Fun stuff!
It's a case of a cure that could be worse than disease. It's a case of desperation compelling a solution with unforeseen consequences.
What I find interesting is that anyone could do it. Large scale conversion to renewable energy, reduction of meat production, slowing deforestation, these take nation-scale or global scale organization, enforcement. But any country, any multi-millionaire could dive into geoengineering. If Elon Musk starts putting chaff dispensers in his rockets could anyone do anything about it? You could ban it in one country, but then he just launches somewhere else. You think someone with a hundred million dollars can't convince some tiny government somewhere to let him use their runways to fly his glitter dumping airplanes?
So while we all have to debate and participate (voluntarily or otherwise) in other mitigation, this is a solution that could be implemented with 90% of humanity not only non-participatory, but disapproving.
Imagine an oil-producing nation that's a bad actor (tough to imagine, but let's pretend). Wide scale adoption of renewable energy pushes the price of oil down, so they sink some of their billions into any one of a half-dozen plausible geo-engineering projects (the book Superfreakanomics described several). Now they can advertise: "fossil fuels are safe again!" and "your petro dollars help pay to cool the Earth!"
Reducing carbon output hasn't been too painful so far, but to get levels down enough to matter it's going to be hard. Geoengineering is easy. Human nature makes it seems inevitable. Not necessarily good, but inevitable.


■ Directions for this task: From the data below, return each line in which the string "Abundance" is found.

The data section start

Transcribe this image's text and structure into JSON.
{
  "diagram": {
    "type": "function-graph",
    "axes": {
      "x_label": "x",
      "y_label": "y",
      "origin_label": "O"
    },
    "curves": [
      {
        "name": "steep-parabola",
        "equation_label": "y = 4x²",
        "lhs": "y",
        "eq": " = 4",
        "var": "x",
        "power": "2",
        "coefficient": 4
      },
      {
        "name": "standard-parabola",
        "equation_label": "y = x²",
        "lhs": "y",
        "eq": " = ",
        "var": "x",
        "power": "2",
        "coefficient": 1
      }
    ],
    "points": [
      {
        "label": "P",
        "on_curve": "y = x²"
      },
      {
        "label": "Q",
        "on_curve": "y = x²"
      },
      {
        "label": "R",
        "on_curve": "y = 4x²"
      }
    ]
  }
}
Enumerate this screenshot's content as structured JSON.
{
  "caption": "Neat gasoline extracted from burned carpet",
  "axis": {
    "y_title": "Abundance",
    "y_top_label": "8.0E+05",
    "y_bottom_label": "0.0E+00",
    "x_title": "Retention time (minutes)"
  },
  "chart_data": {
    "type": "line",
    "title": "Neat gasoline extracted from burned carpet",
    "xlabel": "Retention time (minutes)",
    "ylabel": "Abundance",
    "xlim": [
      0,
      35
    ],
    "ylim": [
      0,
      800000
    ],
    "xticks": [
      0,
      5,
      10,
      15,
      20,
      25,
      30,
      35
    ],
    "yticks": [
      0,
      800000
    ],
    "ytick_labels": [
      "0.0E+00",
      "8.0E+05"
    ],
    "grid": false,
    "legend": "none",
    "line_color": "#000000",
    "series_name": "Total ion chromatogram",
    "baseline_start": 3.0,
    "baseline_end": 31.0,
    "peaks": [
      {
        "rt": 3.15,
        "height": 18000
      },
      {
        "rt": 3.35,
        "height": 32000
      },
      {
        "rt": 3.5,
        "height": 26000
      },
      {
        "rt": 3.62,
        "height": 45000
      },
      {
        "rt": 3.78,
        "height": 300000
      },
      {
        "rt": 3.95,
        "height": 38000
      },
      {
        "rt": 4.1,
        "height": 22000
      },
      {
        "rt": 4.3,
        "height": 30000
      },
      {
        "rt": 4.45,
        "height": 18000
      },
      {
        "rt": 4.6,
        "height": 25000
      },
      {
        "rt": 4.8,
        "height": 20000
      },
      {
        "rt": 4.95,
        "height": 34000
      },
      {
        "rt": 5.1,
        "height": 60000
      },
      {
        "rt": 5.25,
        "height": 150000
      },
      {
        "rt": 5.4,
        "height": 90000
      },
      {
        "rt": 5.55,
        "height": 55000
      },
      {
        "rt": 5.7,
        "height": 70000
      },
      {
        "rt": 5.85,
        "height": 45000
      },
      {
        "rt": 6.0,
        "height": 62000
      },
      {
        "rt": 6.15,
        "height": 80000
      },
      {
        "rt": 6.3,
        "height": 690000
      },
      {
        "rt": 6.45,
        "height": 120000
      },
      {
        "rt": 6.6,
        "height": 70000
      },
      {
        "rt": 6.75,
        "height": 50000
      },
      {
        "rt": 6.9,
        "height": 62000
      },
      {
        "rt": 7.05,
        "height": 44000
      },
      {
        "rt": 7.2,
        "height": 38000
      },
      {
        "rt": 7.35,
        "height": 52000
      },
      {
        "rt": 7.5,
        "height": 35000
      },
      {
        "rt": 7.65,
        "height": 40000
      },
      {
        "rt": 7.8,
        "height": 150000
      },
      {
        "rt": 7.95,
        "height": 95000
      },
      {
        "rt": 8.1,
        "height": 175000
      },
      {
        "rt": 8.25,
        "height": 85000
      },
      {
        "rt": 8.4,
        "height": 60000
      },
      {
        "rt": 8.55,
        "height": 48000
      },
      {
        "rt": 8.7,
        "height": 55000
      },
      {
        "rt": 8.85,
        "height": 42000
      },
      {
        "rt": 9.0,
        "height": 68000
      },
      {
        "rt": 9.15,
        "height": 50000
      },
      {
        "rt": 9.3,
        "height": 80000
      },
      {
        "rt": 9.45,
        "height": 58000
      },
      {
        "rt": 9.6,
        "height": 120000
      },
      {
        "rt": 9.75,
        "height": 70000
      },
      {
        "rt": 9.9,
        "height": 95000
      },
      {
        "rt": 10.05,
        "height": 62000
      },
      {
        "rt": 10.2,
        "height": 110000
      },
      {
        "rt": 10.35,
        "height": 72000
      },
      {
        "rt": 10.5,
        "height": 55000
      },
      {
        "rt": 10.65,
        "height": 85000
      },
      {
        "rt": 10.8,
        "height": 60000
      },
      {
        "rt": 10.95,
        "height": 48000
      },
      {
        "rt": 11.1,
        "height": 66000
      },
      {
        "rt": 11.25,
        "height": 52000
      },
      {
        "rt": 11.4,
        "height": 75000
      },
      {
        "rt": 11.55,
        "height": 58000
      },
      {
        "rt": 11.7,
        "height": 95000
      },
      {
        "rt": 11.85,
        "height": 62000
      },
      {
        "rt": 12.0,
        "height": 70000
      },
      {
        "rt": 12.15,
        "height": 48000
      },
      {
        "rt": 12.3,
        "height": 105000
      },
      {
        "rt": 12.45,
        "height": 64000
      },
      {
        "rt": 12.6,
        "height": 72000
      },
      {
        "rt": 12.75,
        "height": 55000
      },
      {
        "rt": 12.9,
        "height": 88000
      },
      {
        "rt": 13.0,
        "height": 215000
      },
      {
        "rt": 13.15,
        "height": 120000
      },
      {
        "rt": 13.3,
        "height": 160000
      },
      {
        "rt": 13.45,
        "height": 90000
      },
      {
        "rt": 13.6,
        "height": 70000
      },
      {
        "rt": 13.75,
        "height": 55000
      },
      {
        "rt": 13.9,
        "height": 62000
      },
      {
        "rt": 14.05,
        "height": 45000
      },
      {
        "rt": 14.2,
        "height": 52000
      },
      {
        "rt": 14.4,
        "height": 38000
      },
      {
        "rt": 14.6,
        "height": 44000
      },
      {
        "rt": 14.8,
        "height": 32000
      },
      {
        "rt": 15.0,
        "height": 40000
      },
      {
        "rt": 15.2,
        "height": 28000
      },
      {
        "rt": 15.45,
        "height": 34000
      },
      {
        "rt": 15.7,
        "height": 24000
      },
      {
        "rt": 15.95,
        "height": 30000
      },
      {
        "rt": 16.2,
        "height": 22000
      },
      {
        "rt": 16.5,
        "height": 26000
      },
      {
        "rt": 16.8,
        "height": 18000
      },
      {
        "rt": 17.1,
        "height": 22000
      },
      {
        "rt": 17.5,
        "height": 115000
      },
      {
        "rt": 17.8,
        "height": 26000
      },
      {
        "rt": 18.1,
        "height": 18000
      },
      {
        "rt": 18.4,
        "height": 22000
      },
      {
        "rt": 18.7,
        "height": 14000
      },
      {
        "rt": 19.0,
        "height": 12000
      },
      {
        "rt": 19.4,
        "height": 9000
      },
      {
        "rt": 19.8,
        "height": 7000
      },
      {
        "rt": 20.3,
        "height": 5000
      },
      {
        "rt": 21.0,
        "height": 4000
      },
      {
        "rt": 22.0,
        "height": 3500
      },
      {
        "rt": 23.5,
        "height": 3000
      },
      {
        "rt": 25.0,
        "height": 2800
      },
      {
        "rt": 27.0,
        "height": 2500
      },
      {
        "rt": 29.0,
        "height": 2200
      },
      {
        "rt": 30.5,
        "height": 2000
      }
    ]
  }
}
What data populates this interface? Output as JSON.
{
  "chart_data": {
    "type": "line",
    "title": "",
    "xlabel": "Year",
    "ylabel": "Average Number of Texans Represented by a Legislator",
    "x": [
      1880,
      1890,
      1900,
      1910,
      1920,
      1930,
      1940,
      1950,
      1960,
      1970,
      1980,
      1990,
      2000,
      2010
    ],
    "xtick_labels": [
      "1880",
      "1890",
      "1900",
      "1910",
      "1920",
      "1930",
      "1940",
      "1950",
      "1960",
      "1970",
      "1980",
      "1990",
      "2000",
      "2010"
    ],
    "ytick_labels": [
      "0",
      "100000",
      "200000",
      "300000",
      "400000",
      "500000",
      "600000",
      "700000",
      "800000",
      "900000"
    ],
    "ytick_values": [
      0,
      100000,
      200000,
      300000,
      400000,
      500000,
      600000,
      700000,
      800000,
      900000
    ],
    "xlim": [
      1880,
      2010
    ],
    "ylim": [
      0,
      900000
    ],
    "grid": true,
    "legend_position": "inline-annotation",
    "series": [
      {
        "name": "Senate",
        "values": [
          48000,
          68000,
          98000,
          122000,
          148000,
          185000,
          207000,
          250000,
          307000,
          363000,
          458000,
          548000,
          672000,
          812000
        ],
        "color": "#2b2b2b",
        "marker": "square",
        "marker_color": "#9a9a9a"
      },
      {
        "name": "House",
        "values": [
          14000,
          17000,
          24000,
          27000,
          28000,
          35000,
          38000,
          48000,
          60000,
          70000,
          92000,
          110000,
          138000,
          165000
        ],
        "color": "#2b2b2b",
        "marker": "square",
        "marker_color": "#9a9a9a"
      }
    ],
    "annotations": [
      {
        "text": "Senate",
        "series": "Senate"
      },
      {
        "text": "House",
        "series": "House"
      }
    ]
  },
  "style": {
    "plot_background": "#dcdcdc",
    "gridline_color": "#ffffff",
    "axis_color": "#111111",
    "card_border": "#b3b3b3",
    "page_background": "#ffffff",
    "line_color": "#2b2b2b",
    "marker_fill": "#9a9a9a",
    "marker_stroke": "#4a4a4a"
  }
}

The data section end

■ Written answer:
    "y_title": "Abundance",
    "ylabel": "Abundance",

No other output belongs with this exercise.